CI/CD Pipelines
Continuous Integration and Continuous Deployment: pipeline stages, automated testing, artifact management, deployment strategies, and GitOps.
The CI/CD Philosophy
Continuous Integration (CI) is the practice of merging developer changes into a shared branch frequently — ideally multiple times a day — with automated testing on every merge. Continuous Delivery (CD) extends this: every change that passes CI is automatically packaged and ready to release to production with minimal manual steps. Continuous Deployment goes further by automating the production release itself. The goal is to eliminate long-lived feature branches, reduce merge conflicts, and shorten feedback cycles from idea to production.
Pipeline Stages
Fail fast: put the cheapest checks first. Unit tests run in seconds; integration tests take minutes; E2E tests take the longest. A failed lint check should abort the pipeline before wasting time on Docker builds.
GitHub Actions Example
name: CI/CD Pipeline
on:
push:
branches: [main]
pull_request:
branches: [main]
jobs:
test:
runs-on: ubuntu-latest
steps:
- uses: actions/checkout@v4
- uses: actions/setup-node@v4
with:
node-version: 20
cache: npm
- run: npm ci
- run: npm run lint
- run: npm test -- --coverage
build-and-push:
needs: test
runs-on: ubuntu-latest
if: github.ref == 'refs/heads/main'
steps:
- uses: actions/checkout@v4
- uses: docker/login-action@v3
with:
registry: ghcr.io
username: ${{ github.actor }}
password: ${{ secrets.GITHUB_TOKEN }}
- uses: docker/build-push-action@v5
with:
push: true
tags: ghcr.io/myorg/api:${{ github.sha }}
cache-from: type=gha
cache-to: type=gha,mode=max
deploy-staging:
needs: build-and-push
runs-on: ubuntu-latest
environment: staging
steps:
- run: |
kubectl set image deployment/api \
api=ghcr.io/myorg/api:${{ github.sha }} \
--namespace=stagingDeployment Strategies Compared
| Strategy | How It Works | Downtime | Rollback Speed | Risk |
|---|---|---|---|---|
| Recreate | Stop old, start new | Yes | Slow (re-deploy old) | High |
| Rolling | Replace pods incrementally | None | Slow | Medium |
| Blue-Green | Run two envs, switch traffic | None | Instant (flip LB) | Low |
| Canary | Route % of traffic to new version | None | Fast (route 0%) | Very Low |
| Shadow | Mirror traffic to new, don't serve response | None | N/A (testing only) | Minimal |
GitOps with Argo CD
GitOps treats your Git repository as the single source of truth for the desired state of your infrastructure and application configuration. Tools like Argo CD and Flux run in your cluster and continuously reconcile the live state against what's in Git. Benefits: every change is audited (Git history), rollback is `git revert`, and there are no imperative `kubectl apply` scripts scattered across CI jobs.
Separate application and config repositories
Keep your application source code (triggers CI builds) in one repo and your Kubernetes manifests/Helm values (triggers Argo CD sync) in a separate config repo. CI pushes updated image tags to the config repo; Argo CD detects the change and syncs the cluster. This gives a clean separation of concerns and prevents circular triggers.
Artifact Management
Tag Docker images with the Git commit SHA (not `latest`) so every deployment is traceable to an exact code version. Store build artifacts in a dedicated registry (ECR, GCR, Nexus). Use semantic versioning tags (`v1.2.3`) for releases and SHA tags for every commit — your CD system promotes a SHA tag to a semantic tag upon release.
Interview Tip
A common interview question: 'How do you roll back a bad deployment in production?' Walk through: (1) detect via monitors/alerts, (2) in blue-green, flip the load balancer back to the blue environment instantly, (3) in canary, reduce the new-version traffic weight to 0%, (4) in GitOps, `git revert` the commit and let Argo CD reconcile. Mention that rollback is only safe if the database migration is backward-compatible.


Exactly the lines from the one containing "At what (x,y)" through the end of the listing must make up the answer, with no pictures included.

++++ Dataset extract ++++

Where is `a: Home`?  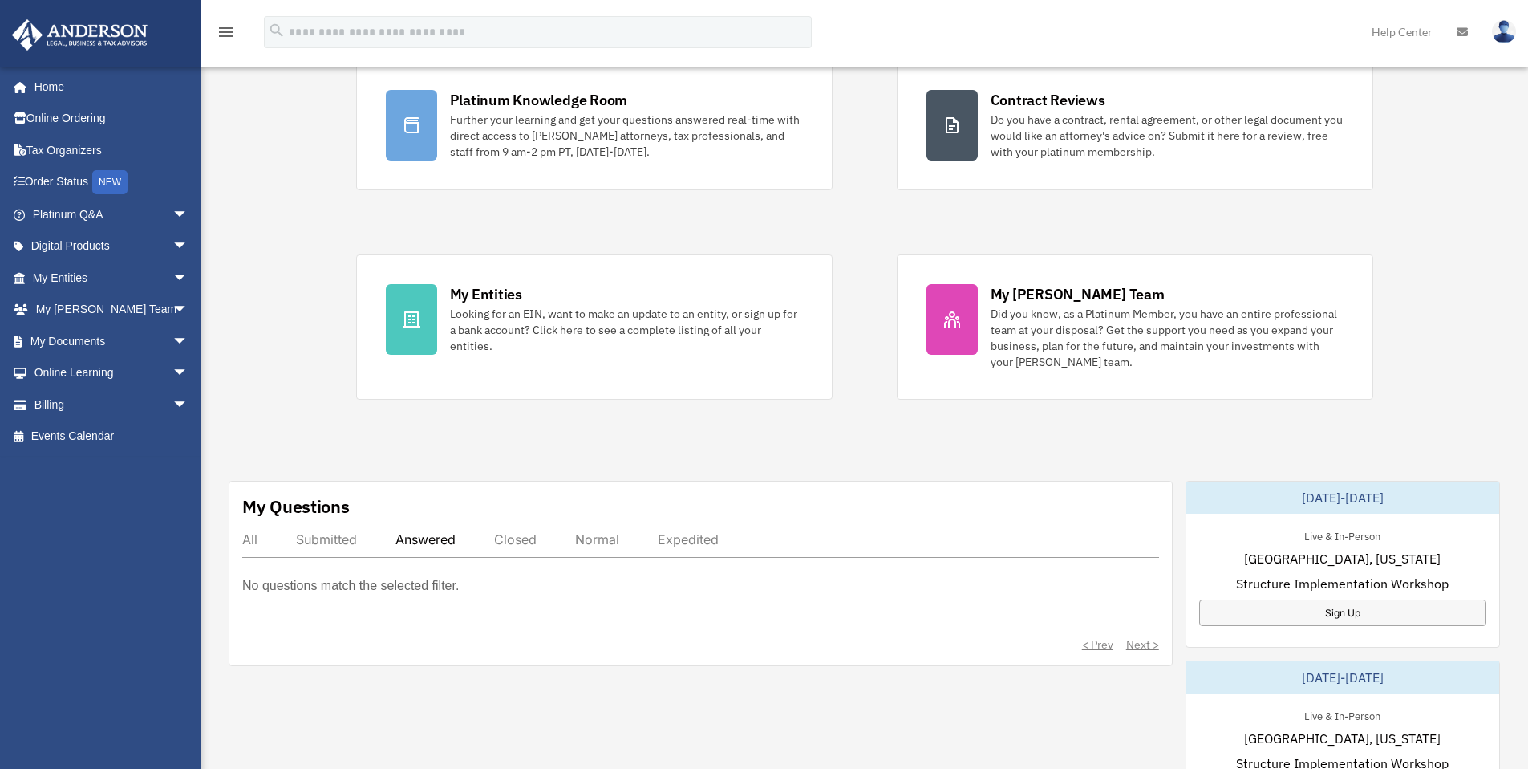 a: Home is located at coordinates (108, 87).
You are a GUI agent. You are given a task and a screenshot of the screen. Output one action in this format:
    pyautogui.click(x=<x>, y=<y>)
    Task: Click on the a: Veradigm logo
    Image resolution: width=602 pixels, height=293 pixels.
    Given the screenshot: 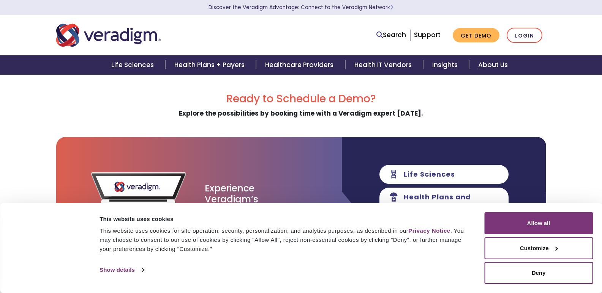 What is the action you would take?
    pyautogui.click(x=108, y=35)
    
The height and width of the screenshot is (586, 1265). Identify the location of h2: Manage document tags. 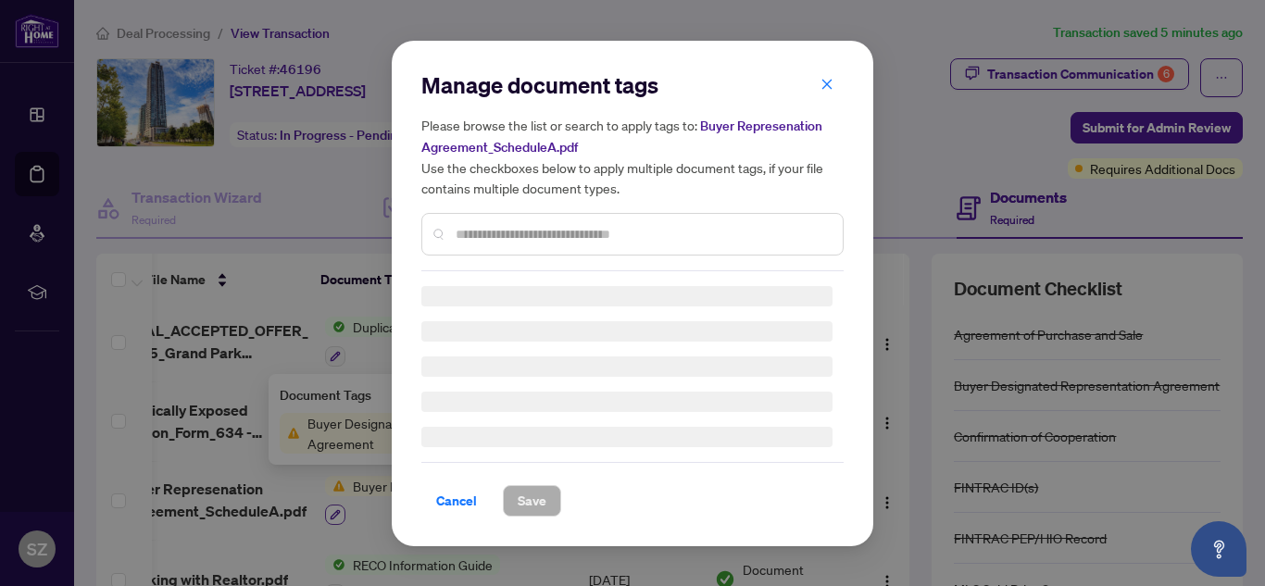
(633, 85).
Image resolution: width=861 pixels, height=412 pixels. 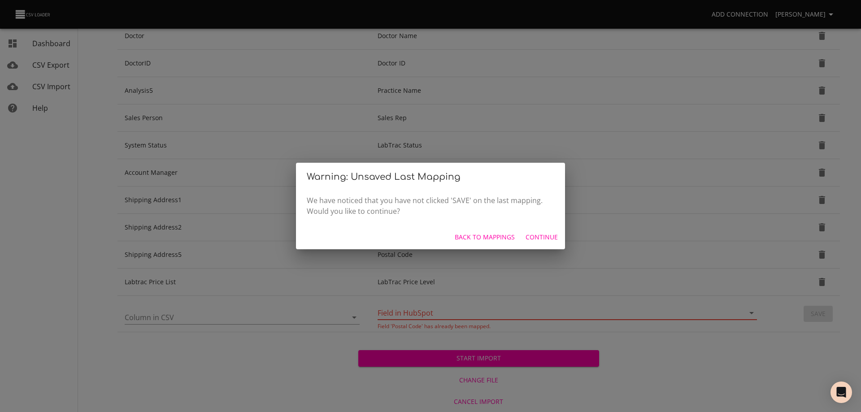 I want to click on span: Continue, so click(x=542, y=237).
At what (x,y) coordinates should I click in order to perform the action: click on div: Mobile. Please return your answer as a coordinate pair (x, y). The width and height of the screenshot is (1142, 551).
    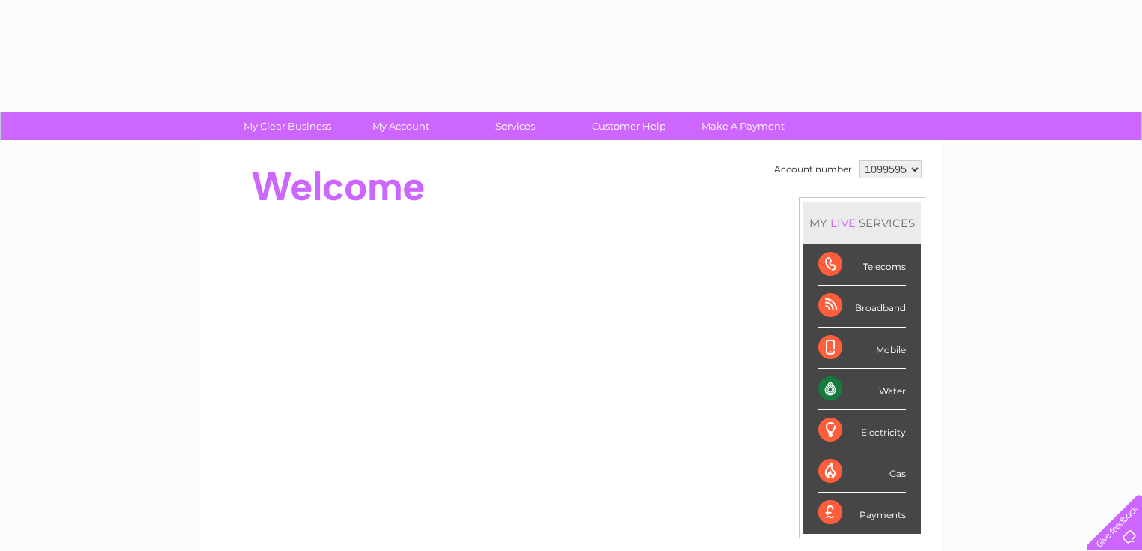
    Looking at the image, I should click on (861, 348).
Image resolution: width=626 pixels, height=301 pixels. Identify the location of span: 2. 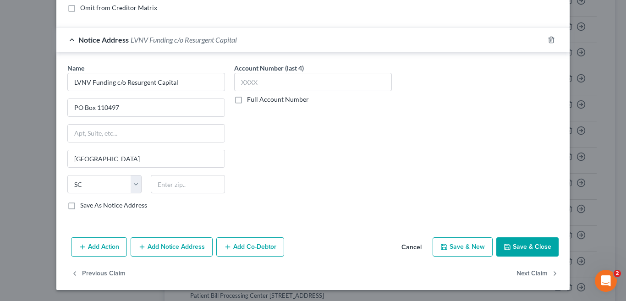
(617, 274).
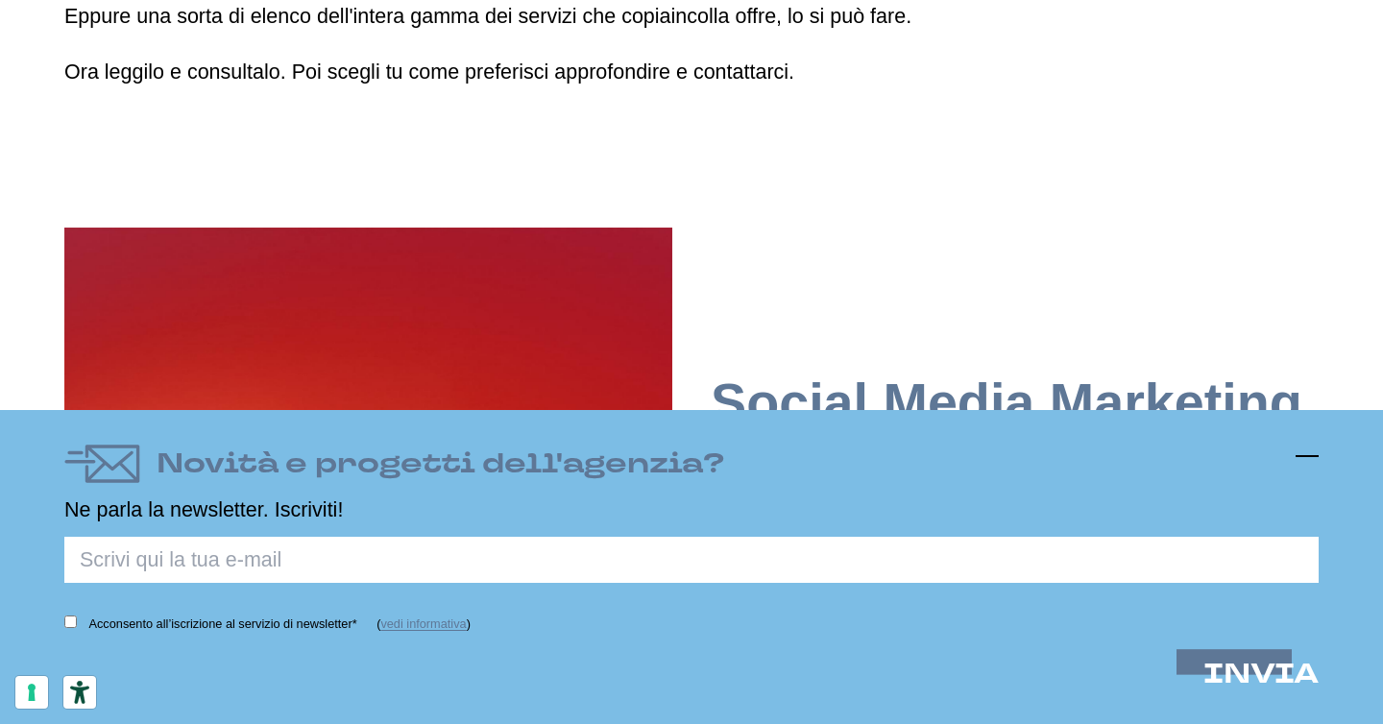 The width and height of the screenshot is (1383, 724). I want to click on button: Strumenti di accessibilità, so click(80, 692).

++++

--- Exercise response ---
At what (x,y) coordinates should I click in order to perform the action: click on div: Mobile. Please return your answer as a coordinate pair (x, y). The width and height of the screenshot is (1142, 551).
    Looking at the image, I should click on (861, 348).
Image resolution: width=626 pixels, height=301 pixels. Identify the location of span: 2. 
(617, 274).
 The width and height of the screenshot is (1383, 724). I want to click on button: Strumenti di accessibilità, so click(80, 692).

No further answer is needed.